Advanced Topics
New Design
Analysis of Deep Residual Networks

Analysis of Deep Residual Networks

Recall that the residual block is defined as:

yl=h(xl)+F(xl,Wl)xl+1=f(yl)y_l = h(x_l) + \mathcal{F}(x_l, W_l) \\ x_{l+1} = f(y_l)

Here xlx_l is the input feature to the l-th Residual Unit. Wl={Wl,k1kK}W_l = \{W_{l,k} |_{1 \le k \le K}\} is a set of weights (and biases) associated with the l-th Residual Unit, and KK is the number of layers in a Residual Unit. F\mathcal{F} denotes the residual function, e.g., a stack of two 3×3 convolutional layers in. The function ff is the operation after element-wise addition, and in ff is ReLU. The function hh is set as an identity mapping: h(xl)=xlh(x_l) = x_l.

If ff is an identity mapping: xl+1=ylx_{l+1} = y_l, then we can have:

xl+1=xl+F(xl,Wl)x_{l+1} = x_l + \mathcal{F}(x_l, W_l)

and if we generalize this to LL layers, we have:

xL=xl+i=lL1F(xi,Wi)x_L = x_l + \sum_{i=l}^{L-1} \mathcal{F}(x_i, W_i)

This generalized equation has those properties:

  • The feature xLx_L of any deeper unit LL can be represented as the feature xlx_l of any shallower unit ll plus a residual function in a form of i=1L1F\sum_{i=1}^{L-1}\mathcal{F}
  • The feature xL=x0+i=0L1F(xi,Wi)x_L = x_0 + \sum_{i=0}^{L-1}\mathcal{F}(x_i, W_i), of any deep unit LL, is the summation of the outputs of all preceding residual functions.

And with this equation, we can also have a nice backward propagation property:

εxl=εxLxLxl=εxL(1+xli=0L1F(xi,Wi))\frac{\partial \varepsilon}{\partial x_l} = \frac{\partial \varepsilon}{\partial x_L} \frac{\partial x_L}{\partial x_l} = \frac{\partial \varepsilon}{\partial x_L} \left(1 + \frac{\partial}{\partial x_l} \sum_{i=0}^{L-1}\mathcal{F}(x_i, W_i)\right)

This suggests that the gradient can be decomposed into two parts:

  • a term of εxL\frac{\partial \varepsilon}{\partial x_L} that propagates information directly without concerning any weight layers, ensures that information is directly propagated back to any shallower unit ll
  • a term of εxL(xli=0L1F(xi,Wi))\frac{\partial \varepsilon}{\partial x_L}(\frac{\partial}{\partial x_l} \sum_{i=0}^{L-1}\mathcal{F}(x_i, W_i)) that propagates through the weight layers.

Note that the gradient is not likely to vanish, as the term xli=0L1F(xi,Wi)\frac{\partial}{\partial x_l} \sum_{i=0}^{L-1}\mathcal{F}(x_i, W_i) is not likely to always be -1, which is a very good attribute.

Those equations suggest that the signal can be directly propagated from any unit to another, both forward and backward. Actually, two important conditions are required to ensure the above properties:

  • the identity skip connection h(xl)=xlh(x_l) = x_l
  • f is an identity mapping (Relu in this case)

In the next chapters, we will dive deeper into those two conditions.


What is required
Lines with "title": pull these out of the listing below.

Data shown
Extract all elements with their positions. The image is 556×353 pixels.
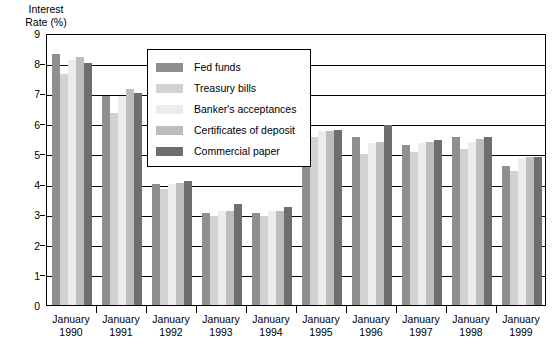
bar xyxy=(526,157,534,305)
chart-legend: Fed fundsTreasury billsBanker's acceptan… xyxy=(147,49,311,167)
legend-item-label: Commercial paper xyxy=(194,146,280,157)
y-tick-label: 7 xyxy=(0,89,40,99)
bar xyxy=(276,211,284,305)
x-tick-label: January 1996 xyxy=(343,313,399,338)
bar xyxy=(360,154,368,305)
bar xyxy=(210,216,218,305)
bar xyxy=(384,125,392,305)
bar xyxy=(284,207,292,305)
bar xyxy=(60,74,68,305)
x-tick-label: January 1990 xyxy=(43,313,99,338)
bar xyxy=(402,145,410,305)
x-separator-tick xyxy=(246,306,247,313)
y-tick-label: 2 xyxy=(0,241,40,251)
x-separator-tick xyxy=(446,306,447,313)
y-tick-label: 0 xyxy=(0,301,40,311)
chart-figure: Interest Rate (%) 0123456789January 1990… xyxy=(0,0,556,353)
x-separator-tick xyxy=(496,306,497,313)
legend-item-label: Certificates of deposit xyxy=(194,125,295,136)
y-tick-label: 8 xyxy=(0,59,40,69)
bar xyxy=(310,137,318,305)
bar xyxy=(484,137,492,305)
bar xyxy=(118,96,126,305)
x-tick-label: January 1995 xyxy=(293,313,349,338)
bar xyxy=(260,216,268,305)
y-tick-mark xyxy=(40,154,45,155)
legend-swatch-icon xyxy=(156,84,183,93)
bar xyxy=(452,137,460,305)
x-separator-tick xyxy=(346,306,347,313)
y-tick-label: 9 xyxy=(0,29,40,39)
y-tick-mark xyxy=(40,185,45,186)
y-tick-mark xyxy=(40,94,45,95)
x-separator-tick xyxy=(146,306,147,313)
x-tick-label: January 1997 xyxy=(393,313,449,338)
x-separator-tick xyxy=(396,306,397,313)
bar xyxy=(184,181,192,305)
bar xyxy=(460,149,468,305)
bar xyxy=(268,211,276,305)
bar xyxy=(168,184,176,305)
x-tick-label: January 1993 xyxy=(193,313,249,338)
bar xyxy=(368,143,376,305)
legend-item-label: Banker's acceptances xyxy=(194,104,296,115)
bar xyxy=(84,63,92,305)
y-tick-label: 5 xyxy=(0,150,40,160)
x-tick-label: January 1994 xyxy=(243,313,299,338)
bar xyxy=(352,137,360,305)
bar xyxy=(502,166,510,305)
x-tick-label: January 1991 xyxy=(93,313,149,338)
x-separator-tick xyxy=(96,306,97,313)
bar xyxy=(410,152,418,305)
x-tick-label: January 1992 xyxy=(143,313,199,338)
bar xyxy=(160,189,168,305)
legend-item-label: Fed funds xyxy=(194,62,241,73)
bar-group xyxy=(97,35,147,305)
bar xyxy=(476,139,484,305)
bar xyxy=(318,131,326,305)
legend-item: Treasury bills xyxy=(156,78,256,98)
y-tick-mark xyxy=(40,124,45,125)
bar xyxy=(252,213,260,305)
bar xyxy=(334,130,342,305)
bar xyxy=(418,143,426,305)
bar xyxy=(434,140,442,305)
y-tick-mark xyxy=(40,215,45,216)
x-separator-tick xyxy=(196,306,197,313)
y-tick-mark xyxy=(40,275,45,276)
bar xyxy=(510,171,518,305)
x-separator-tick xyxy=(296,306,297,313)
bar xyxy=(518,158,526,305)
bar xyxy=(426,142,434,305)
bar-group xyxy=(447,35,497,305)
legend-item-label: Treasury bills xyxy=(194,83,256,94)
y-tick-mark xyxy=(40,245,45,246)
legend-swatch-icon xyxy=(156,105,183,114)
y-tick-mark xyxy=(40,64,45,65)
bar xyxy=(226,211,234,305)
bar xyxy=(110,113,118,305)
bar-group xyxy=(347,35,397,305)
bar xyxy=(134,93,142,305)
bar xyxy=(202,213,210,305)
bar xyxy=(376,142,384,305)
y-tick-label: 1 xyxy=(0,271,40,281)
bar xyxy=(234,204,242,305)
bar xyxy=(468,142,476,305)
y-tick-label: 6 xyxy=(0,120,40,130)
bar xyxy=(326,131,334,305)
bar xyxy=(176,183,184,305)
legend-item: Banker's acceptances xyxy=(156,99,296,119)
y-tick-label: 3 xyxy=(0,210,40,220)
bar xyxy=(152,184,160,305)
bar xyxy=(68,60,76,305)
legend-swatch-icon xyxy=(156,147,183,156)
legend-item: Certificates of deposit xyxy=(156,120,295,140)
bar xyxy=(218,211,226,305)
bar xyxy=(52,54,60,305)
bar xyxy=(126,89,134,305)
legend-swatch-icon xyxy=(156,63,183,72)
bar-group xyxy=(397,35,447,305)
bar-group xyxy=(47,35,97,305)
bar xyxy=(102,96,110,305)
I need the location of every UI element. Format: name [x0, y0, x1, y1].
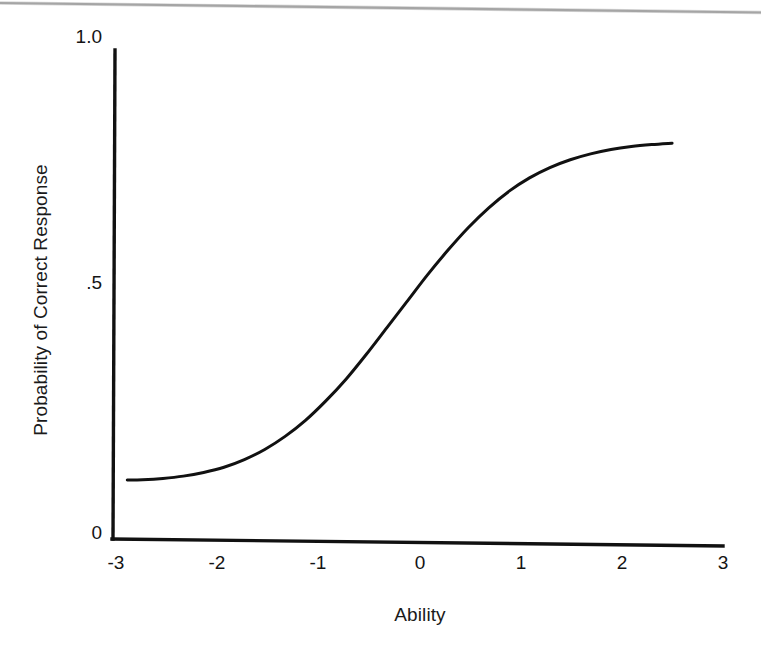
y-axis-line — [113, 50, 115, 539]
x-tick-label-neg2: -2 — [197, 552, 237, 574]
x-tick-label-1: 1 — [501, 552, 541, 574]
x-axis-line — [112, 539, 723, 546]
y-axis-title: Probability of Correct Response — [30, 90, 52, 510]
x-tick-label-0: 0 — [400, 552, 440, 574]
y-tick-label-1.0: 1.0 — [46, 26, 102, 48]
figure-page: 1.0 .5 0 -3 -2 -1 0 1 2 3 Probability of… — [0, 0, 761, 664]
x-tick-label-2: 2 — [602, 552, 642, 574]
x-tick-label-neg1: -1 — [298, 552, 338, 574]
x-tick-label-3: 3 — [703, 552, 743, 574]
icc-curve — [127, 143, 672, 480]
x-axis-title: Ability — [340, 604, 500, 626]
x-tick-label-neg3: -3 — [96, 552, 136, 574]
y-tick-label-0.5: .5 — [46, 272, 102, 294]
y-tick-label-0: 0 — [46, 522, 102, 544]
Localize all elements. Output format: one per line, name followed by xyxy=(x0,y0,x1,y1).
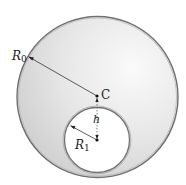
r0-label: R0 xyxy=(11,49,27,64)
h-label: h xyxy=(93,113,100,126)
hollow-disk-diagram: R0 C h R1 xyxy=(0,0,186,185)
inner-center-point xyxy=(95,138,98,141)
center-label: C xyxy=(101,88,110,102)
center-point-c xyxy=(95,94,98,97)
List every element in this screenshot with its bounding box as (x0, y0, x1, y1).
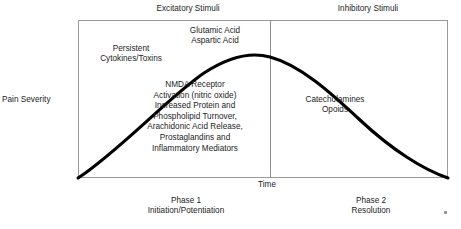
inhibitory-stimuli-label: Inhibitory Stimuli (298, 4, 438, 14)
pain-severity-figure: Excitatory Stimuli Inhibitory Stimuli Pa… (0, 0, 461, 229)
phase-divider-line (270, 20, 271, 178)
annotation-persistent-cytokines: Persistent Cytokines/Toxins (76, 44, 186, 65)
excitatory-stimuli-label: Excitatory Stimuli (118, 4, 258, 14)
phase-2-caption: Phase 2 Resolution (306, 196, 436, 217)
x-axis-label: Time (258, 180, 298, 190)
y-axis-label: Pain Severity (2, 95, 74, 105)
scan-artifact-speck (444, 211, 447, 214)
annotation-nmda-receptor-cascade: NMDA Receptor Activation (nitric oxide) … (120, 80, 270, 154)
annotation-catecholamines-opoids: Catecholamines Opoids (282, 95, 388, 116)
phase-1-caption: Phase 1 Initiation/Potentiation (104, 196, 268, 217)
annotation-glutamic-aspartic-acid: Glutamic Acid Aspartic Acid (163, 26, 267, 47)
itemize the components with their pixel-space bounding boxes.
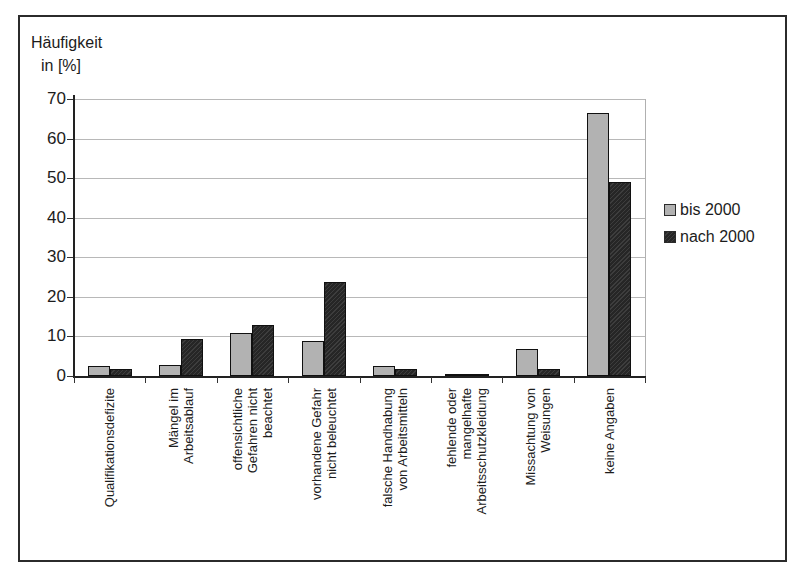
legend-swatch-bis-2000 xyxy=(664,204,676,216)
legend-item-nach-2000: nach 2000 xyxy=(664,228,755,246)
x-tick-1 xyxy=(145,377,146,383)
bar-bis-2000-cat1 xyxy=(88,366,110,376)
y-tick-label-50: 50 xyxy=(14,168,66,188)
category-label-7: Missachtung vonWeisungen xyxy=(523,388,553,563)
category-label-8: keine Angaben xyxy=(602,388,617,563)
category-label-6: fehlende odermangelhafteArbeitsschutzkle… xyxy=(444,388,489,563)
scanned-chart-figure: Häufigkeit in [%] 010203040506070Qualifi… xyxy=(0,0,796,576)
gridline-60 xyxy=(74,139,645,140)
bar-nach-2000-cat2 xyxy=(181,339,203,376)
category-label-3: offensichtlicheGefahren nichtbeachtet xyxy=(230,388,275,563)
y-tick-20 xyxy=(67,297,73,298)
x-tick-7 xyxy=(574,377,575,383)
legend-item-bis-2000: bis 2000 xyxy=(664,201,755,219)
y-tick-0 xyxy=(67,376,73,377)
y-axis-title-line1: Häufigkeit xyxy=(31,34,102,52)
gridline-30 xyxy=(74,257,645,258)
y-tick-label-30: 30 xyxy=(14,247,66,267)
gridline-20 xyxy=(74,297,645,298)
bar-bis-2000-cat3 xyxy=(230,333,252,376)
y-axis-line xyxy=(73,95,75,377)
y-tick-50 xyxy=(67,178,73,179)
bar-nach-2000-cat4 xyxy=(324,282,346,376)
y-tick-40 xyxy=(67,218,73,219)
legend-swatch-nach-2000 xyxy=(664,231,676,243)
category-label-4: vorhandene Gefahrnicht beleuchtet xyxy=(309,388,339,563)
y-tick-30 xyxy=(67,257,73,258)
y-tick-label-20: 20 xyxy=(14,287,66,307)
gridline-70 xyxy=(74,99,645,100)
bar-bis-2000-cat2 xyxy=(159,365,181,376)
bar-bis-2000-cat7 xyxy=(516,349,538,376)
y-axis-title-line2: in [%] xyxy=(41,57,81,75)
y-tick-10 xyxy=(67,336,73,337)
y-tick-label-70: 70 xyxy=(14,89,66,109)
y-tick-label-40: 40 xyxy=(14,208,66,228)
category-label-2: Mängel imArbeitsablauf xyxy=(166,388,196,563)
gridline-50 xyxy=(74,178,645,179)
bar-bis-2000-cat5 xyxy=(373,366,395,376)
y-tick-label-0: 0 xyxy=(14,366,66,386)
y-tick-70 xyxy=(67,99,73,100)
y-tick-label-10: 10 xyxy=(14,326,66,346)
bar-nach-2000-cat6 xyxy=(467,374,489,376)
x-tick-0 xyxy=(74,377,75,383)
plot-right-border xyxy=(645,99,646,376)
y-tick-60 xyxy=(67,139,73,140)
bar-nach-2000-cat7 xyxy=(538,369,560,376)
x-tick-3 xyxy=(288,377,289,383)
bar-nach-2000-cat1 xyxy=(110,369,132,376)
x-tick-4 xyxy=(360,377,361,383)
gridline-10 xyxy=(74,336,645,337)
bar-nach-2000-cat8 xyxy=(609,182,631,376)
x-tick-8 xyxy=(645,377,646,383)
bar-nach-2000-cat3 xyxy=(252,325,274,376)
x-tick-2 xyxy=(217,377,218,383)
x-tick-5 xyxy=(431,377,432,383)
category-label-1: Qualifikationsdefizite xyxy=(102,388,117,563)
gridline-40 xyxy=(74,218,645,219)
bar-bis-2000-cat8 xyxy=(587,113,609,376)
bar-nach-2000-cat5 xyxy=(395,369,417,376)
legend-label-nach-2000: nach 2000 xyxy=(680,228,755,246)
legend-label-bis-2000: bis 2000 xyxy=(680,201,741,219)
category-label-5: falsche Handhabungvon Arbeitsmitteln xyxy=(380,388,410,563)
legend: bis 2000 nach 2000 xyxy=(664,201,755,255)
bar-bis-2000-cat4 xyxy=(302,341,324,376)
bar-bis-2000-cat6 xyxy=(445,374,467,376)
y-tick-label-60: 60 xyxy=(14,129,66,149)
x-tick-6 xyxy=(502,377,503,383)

Response box
y-axis-title: Probability of Correct Response — [30, 90, 52, 510]
x-axis-title: Ability — [340, 604, 500, 626]
y-axis-title-line1: Häufigkeit xyxy=(31,34,102,52)
y-axis-title-line2: in [%] xyxy=(41,57,81,75)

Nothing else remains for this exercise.